2. How does anyone know what’s in the GRATs?
GRATs have been getting attention partly because some high-profile executives at high-profile publicly traded companies have put their companies’ securities GRATs, and filed routine reports on those transactions with the U.S. Securities and Exchange Commission.
The Washington Post, for example, published a 2013 article with the headline “GRAT shelters: An accidental tax break for America’s wealthiest,” and used SEC filings to show that GRAT users include people like Mark Zuckerberg, the chief executive officer of Facebook, and LLoyd Blankfein, the chief executive officer of Goldman Sachs.
3. What have the Democrats said and done about GRATs in the past?
Former President Barack Obama has been proposing tightening the GRAT rules in annual budget proposals for years. Many of the proposals have involved lengthening the amount of time that the trust used in the GRAT must stay in effect, rather than eliminating the GRAT strategy altogether.
In 2015, Sanders included a GRAT provision proposing to make the minimum term of a GRAT longer in his Responsible Estate Tax Act bill.
In August, the IRS proposed a package of Estate, Gift and Generation-Skipping Transfer Taxes regulations. The regulations did not directly refer to GRATs, but a coalition of groups that included the AFL-CIO and Americans for Democratic Action argued in a comment on that draft that the IRS should proceed to “close loopholes like the Grantor Retained Annuity Trust.”
4. What has President Donald Trump’s administration had to say about GRATs?
The Trump administration and Treasury Secretary Steven Mnuchin have not expressed any specific hostility aimed at GRATs, but they are trying to develop and pass a sweeping tax code simplification package that could have effects on GRATs that are difficult to predict.

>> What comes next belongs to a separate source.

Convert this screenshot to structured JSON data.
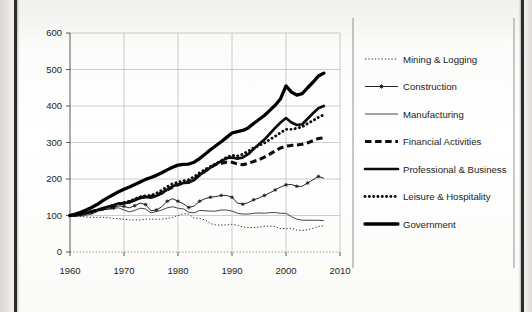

5. Why does a doomed proposal floated by Bernie Sanders matter?
One reason to keep track of this issue is proposals can kick around Washington for many years before becoming law. Advocates of health savings accounts, for example, spent years on unfruitful efforts to get an HSA law, and eventually, got Congress to approve the birth of HSAs.
Another reason is that, even if GRAT proposals circulate for years, without getting anywhere, talk about the topic could put financial services groups on the defensive.
Financial services groups and financial services professionals could have to spend time lobbying against GRAT tightening proposals when they would prefer to be talking about new tax incentives for retirement savers, for the purchase of private long-term care insurance, or for other cherished goals.